Friday, July 18, 2014

DoD Spokesman: No Hint Russia Has Ceased Rebel Support



By Army Sgt. 1st Class Tyrone C. Marshall Jr.
DoD News, Defense Media Activity

WASHINGTON, July 18, 2014 – Although it's unclear who is helping separatists fighting in Ukraine and how much help is being provided, there are no indications that Russia has stopped its support, Pentagon Press Secretary Navy Rear Adm. John Kirby said today.

During a Pentagon news conference, Kirby discussed the need for Russia to de-escalate tensions in Ukraine and its potential involvement in yesterday’s crash of Malaysia Airlines Flight 17.

“We see no hint that Russian support for the separatists has ceased,” he said. “In fact, we believe that Russia continues to provide them with heavy weapons and other military equipment -- financing as well,” the admiral said. “They continue to allow these Russian fighters to enter Ukraine freely.” Some tanks and personnel vehicles have made their way across the border, he added.

“It has been a steady, concerted campaign by Russia’s military to continue to support, resource [and] advise these separatists,” he said.

Kirby noted while there isn’t specific evidence that an SA-11 surface-to-air missile crossed the border into Ukraine, “we're not ruling anything in or out at this point.”
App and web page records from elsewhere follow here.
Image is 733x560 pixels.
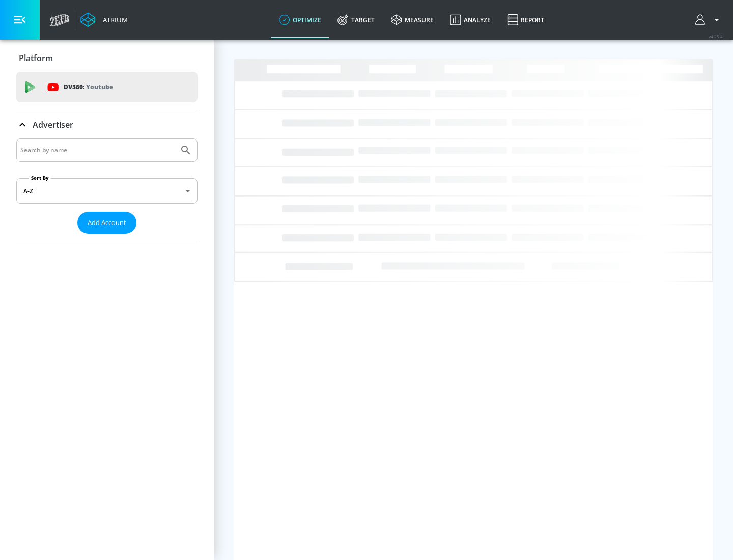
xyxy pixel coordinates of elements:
nav: list of Advertiser [16,234,198,242]
div: Advertiser [16,110,198,139]
div: A-Z [16,178,198,204]
span: v 4.25.4 [709,33,723,39]
p: Youtube [86,81,113,92]
a: Analyze [442,1,499,38]
button: Add Account [77,212,137,234]
div: Advertiser [16,139,198,242]
div: DV360: Youtube [16,72,198,103]
label: Sort By [29,175,51,181]
span: Add Account [88,217,126,229]
input: Search by name [21,144,175,156]
p: DV360: [64,81,113,93]
a: Report [499,1,552,38]
div: Atrium [98,16,127,25]
a: measure [383,1,442,38]
a: Target [329,1,383,38]
p: Platform [19,52,53,64]
p: Advertiser [33,119,74,130]
a: optimize [271,1,329,38]
div: Platform [16,44,198,72]
a: Atrium [81,12,127,28]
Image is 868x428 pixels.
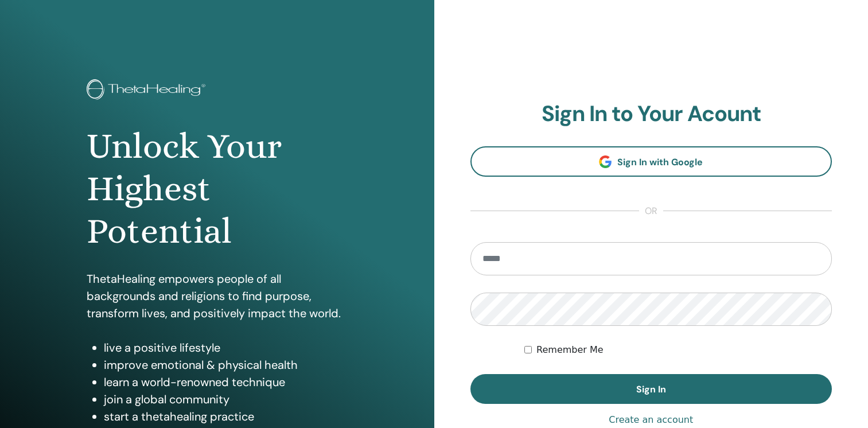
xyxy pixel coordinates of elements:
li: live a positive lifestyle [104,339,347,356]
li: learn a world-renowned technique [104,373,347,391]
li: join a global community [104,391,347,408]
span: Sign In with Google [617,156,703,168]
button: Sign In [470,374,832,404]
span: Sign In [636,383,666,395]
p: ThetaHealing empowers people of all backgrounds and religions to find purpose, transform lives, a... [87,270,347,322]
label: Remember Me [537,343,604,357]
li: start a thetahealing practice [104,408,347,425]
div: Keep me authenticated indefinitely or until I manually logout [524,343,832,357]
h1: Unlock Your Highest Potential [87,125,347,253]
a: Sign In with Google [470,146,832,177]
span: or [639,204,663,218]
li: improve emotional & physical health [104,356,347,373]
h2: Sign In to Your Acount [470,101,832,127]
a: Create an account [609,413,693,427]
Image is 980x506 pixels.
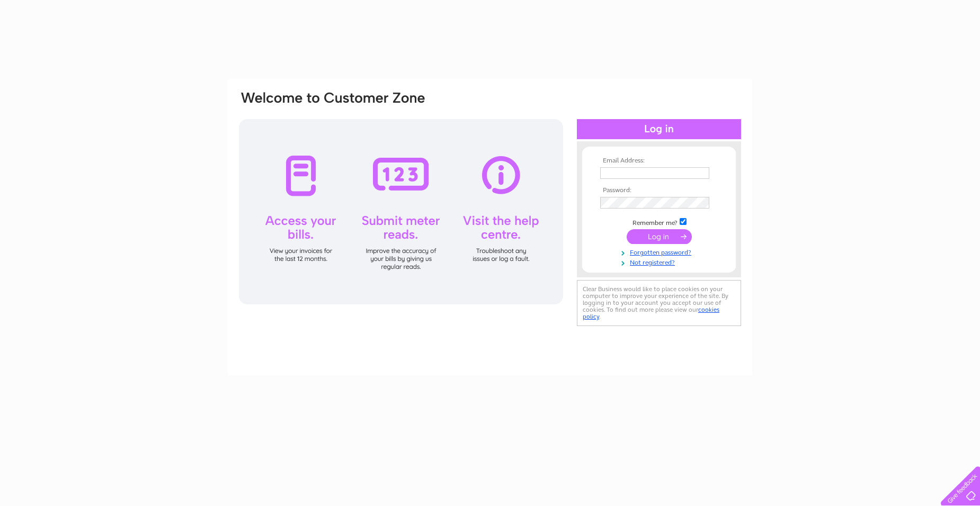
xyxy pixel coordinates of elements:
[597,187,720,194] th: Password:
[597,217,720,227] td: Remember me?
[577,280,741,326] div: Clear Business would like to place cookies on your computer to improve your experience of the sit...
[627,229,692,244] input: Submit
[600,257,720,267] a: Not registered?
[600,247,720,257] a: Forgotten password?
[582,306,719,320] a: cookies policy
[597,157,720,164] th: Email Address:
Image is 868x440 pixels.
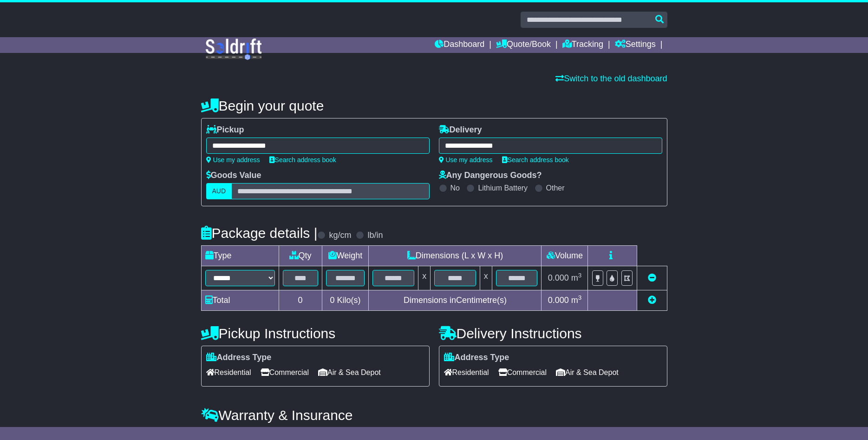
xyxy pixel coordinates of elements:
[648,295,656,304] a: Add new item
[548,273,569,283] span: 0.000
[556,73,667,83] a: Switch to the old dashboard
[556,365,619,379] span: Air & Sea Depot
[579,272,582,279] sup: 3
[261,365,308,379] span: Commercial
[206,156,260,163] a: Use my address
[322,245,369,266] td: Weight
[541,245,588,266] td: Volume
[269,156,336,163] a: Search address book
[369,290,541,310] td: Dimensions in Centimetre(s)
[201,245,279,266] td: Type
[368,230,383,241] label: lb/in
[444,365,489,379] span: Residential
[444,352,510,363] label: Address Type
[206,183,232,199] label: AUD
[479,266,492,290] td: x
[615,37,656,52] a: Settings
[439,156,493,163] a: Use my address
[439,125,482,136] label: Delivery
[418,266,431,290] td: x
[318,365,381,379] span: Air & Sea Depot
[206,125,244,136] label: Pickup
[279,290,322,310] td: 0
[328,230,351,241] label: kg/cm
[477,183,528,192] label: Lithium Battery
[498,365,546,379] span: Commercial
[369,245,541,266] td: Dimensions (L x W x H)
[434,37,484,52] a: Dashboard
[201,290,279,310] td: Total
[571,273,582,283] span: m
[322,290,369,310] td: Kilo(s)
[496,37,551,52] a: Quote/Book
[451,183,460,192] label: No
[439,325,667,341] h4: Delivery Instructions
[201,98,667,114] h4: Begin your quote
[439,171,542,180] label: Any Dangerous Goods?
[502,156,569,163] a: Search address book
[206,352,272,363] label: Address Type
[329,295,334,304] span: 0
[548,295,569,304] span: 0.000
[579,294,582,301] sup: 3
[201,408,667,423] h4: Warranty & Insurance
[571,295,582,304] span: m
[201,325,430,341] h4: Pickup Instructions
[206,171,262,180] label: Goods Value
[206,365,251,379] span: Residential
[546,183,564,192] label: Other
[279,245,322,266] td: Qty
[648,273,656,283] a: Remove this item
[562,37,603,52] a: Tracking
[201,225,318,241] h4: Package details |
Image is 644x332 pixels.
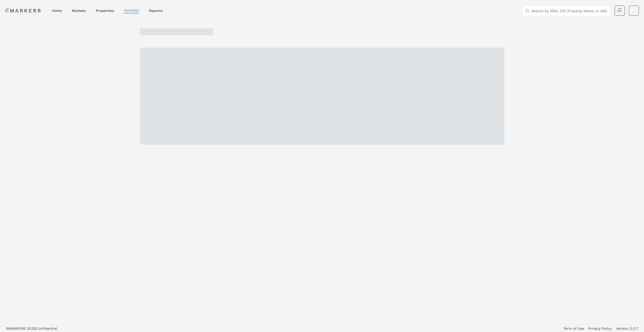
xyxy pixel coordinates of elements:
a: MARKERR [5,7,42,14]
span: 2025 | [27,326,36,331]
a: Privacy Policy [588,326,612,331]
a: Version 2.0.7 [616,326,638,331]
a: Portfolio [124,9,139,12]
a: Term of Use [563,326,584,331]
a: home [52,9,62,13]
span: © [6,326,9,331]
a: properties [96,9,114,13]
a: reports [149,9,162,13]
input: Search by MSA, ZIP, Property Name, or Address [531,6,607,16]
span: MARKERR [9,326,27,331]
a: markets [72,9,86,13]
span: Confidential [36,326,57,331]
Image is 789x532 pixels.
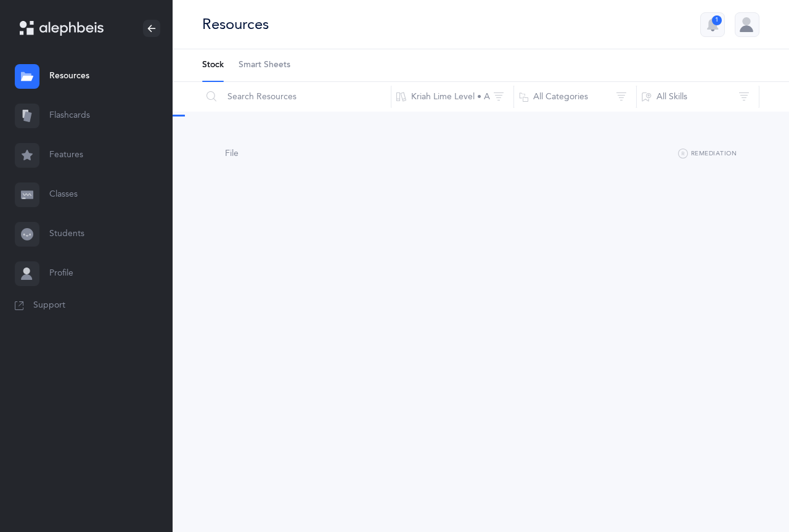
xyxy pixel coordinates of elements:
[239,59,291,71] span: Smart Sheets
[202,82,391,112] input: Search Resources
[225,148,239,158] span: File
[391,82,514,112] button: Kriah Lime Level • A
[678,147,736,161] button: Remediation
[700,12,725,37] button: 1
[636,82,759,112] button: All Skills
[712,15,722,25] div: 1
[513,82,637,112] button: All Categories
[34,300,65,312] span: Support
[202,15,268,34] div: Resources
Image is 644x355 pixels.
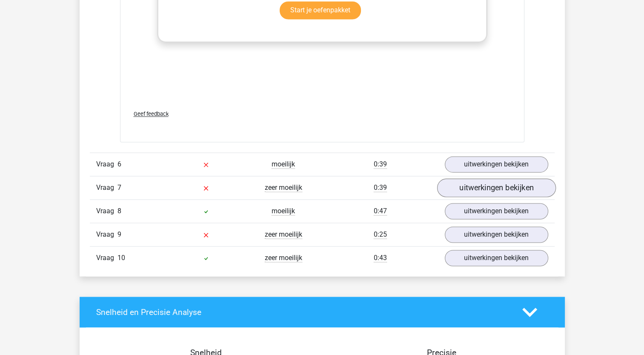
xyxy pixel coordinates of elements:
[279,1,360,19] a: Start je oefenpakket
[117,207,121,214] span: 8
[96,229,117,239] span: Vraag
[436,178,555,197] a: uitwerkingen bekijken
[272,160,295,168] span: moeilijk
[264,230,302,239] span: zeer moeilijk
[444,203,548,219] a: uitwerkingen bekijken
[117,253,125,262] span: 10
[134,111,168,117] span: Geef feedback
[444,250,548,266] a: uitwerkingen bekijken
[96,183,117,193] span: Vraag
[373,183,386,192] span: 0:39
[264,253,302,263] span: zeer moeilijk
[264,183,302,192] span: zeer moeilijk
[96,159,117,169] span: Vraag
[373,253,386,263] span: 0:43
[96,206,117,216] span: Vraag
[373,160,386,168] span: 0:39
[117,230,121,239] span: 9
[444,156,548,172] a: uitwerkingen bekijken
[96,252,117,263] span: Vraag
[373,207,386,215] span: 0:47
[272,207,295,215] span: moeilijk
[117,160,121,168] span: 6
[117,183,121,191] span: 7
[96,307,509,317] h4: Snelheid en Precisie Analyse
[444,226,548,242] a: uitwerkingen bekijken
[373,230,386,239] span: 0:25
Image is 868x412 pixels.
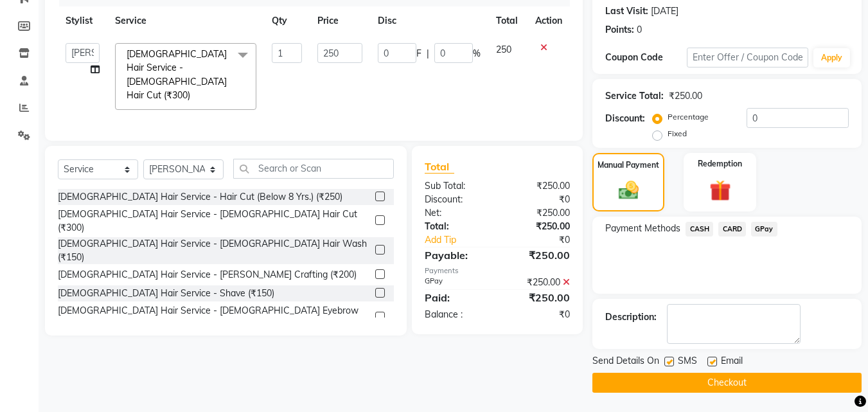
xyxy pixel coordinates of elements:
[415,179,497,193] div: Sub Total:
[497,290,579,305] div: ₹250.00
[415,193,497,207] div: Discount:
[813,48,850,68] button: Apply
[687,48,808,68] input: Enter Offer / Coupon Code
[58,6,107,36] th: Stylist
[415,233,511,247] a: Add Tip
[698,158,742,170] label: Redemption
[605,51,686,64] div: Coupon Code
[310,6,369,36] th: Price
[751,222,778,237] span: GPay
[497,193,579,207] div: ₹0
[497,248,579,263] div: ₹250.00
[703,177,737,204] img: _gift.svg
[497,179,579,193] div: ₹250.00
[58,287,274,300] div: [DEMOGRAPHIC_DATA] Hair Service - Shave (₹150)
[637,23,642,37] div: 0
[721,355,743,370] span: Email
[669,90,702,103] div: ₹250.00
[58,304,370,331] div: [DEMOGRAPHIC_DATA] Hair Service - [DEMOGRAPHIC_DATA] Eyebrow (₹80)
[685,222,713,237] span: CASH
[668,128,687,140] label: Fixed
[415,248,497,263] div: Payable:
[605,222,681,235] span: Payment Methods
[497,308,579,322] div: ₹0
[473,47,481,60] span: %
[605,23,634,37] div: Points:
[668,112,709,123] label: Percentage
[425,266,570,276] div: Payments
[512,233,580,247] div: ₹0
[592,355,659,370] span: Send Details On
[58,207,370,235] div: [DEMOGRAPHIC_DATA] Hair Service - [DEMOGRAPHIC_DATA] Hair Cut (₹300)
[233,159,394,179] input: Search or Scan
[370,6,488,36] th: Disc
[127,48,227,101] span: [DEMOGRAPHIC_DATA] Hair Service - [DEMOGRAPHIC_DATA] Hair Cut (₹300)
[190,90,196,101] a: x
[605,112,645,125] div: Discount:
[415,220,497,233] div: Total:
[58,237,370,264] div: [DEMOGRAPHIC_DATA] Hair Service - [DEMOGRAPHIC_DATA] Hair Wash (₹150)
[107,6,264,36] th: Service
[678,355,697,370] span: SMS
[264,6,311,36] th: Qty
[58,190,343,204] div: [DEMOGRAPHIC_DATA] Hair Service - Hair Cut (Below 8 Yrs.) (₹250)
[605,5,648,18] div: Last Visit:
[605,311,657,324] div: Description:
[605,90,663,103] div: Service Total:
[415,207,497,220] div: Net:
[496,44,512,55] span: 250
[417,47,421,60] span: F
[415,308,497,322] div: Balance :
[497,207,579,220] div: ₹250.00
[598,159,659,171] label: Manual Payment
[718,222,746,237] span: CARD
[427,47,429,60] span: |
[612,179,645,202] img: _cash.svg
[592,373,862,393] button: Checkout
[415,290,497,305] div: Paid:
[651,5,679,18] div: [DATE]
[58,268,356,281] div: [DEMOGRAPHIC_DATA] Hair Service - [PERSON_NAME] Crafting (₹200)
[425,160,454,174] span: Total
[497,276,579,289] div: ₹250.00
[497,220,579,233] div: ₹250.00
[527,6,570,36] th: Action
[488,6,527,36] th: Total
[415,276,497,289] div: GPay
“The missile itself, the SA-11, which is the one we believe was used to down Flight 17, is a sophisticated piece of technology,” he said. “It strains credulity to think that [the separatists] could do this without some measure of Russian support and assistance.”

The admiral said “we want to let investigators do their work” to discern whether assistance includes Russian troops going across the border to act side by side with separatists to train and advise them.

“We do not have any reason to suspect that they have not provided some measure of support on the other side of that order,” Kirby said. “These paramilitary forces that we do not talk about as much any more certainly did not act or behave or organize resources like some ragtag militia.”

Kirby emphasized he is not suggesting that Russian military advice and assistance has not somehow crossed the border, but that it is “just unclear exactly how much and when and who.”

“That is what the investigators are going to look at, and that is what we need to let them do,” he said.

Kirby also said he was unaware of any major changes to Russian military presence in the region.

“It’s roughly still about 10,000 to 12,000,” he said. “And it fluctuates a little bit from week to week, but the point is that it has been, over time, a steady increase of these combined arms tactical battalions across the border on the Russian side, but to the southeast of Ukraine.

“And they are close to the border -- in many cases, closer than those forces who were more aligned right on the east,” he added. Tens of thousands were along the eastern border with Ukraine, he said, but not as close as these units appear to be.

The Russian military presence is further escalating tension, he said, and while it’s difficult to know what the intent is, the numbers growing week by week.

Kirby said the Defense Department is “taking it seriously, and we’ve been monitoring the situation there as closely as we can.”

“Nobody in the Pentagon has been shy about talking about the continued threat posed by these separatist elements inside Ukraine, or frankly, by those combined arms forces that continue to amass along the border,” he said.

Kirby said Pentagon officials continue to review requests for Ukrainian military assistance, and the support continues to flow.

“The focus of that remains on the nonlethal side right now,” he said, “and some [of the] $33 million that the president has authorized of material has been getting to Ukrainian armed forces and border services.”

Recent deliveries include radios, body armor, individual first aid kits, sleeping mats [and] uniform items,” Kirby said. “Over the next few months,” he added, “additional items will start moving through the procurement process, to include night-vision goggles, thermal imagers, Kevlar helmets, explosive ordnance disposal robots and some additional radios.”

Other equipment has been given to Ukraine’s border guards, the admiral said, such as barbed wire, alarm systems, excavators, trucks, generators and communications gear.

Despite continuing to see “escalatory and dangerous” support from Russia to the separatists -- which Kirby said “needs to stop” -- the admiral also re-emphasized President Barack Obama’s point that there will not be a U.S. military resolution.

“The president has been very clear from the outset that there’s not going to be a U.S. military solution here to the crisis in Ukraine,” he said. “What we’ve been doing has been efforts to … reinforce and support our NATO allies and partners in the region.”

Officials are looking for ways to improve interoperability and capability, he said, to demonstrate the U.S. commitment to Article 5 of the NATO treaty, which states that an attack on one member nation is an attack on all.

“And that’s what you’re going to continue to see us do,” Kirby added.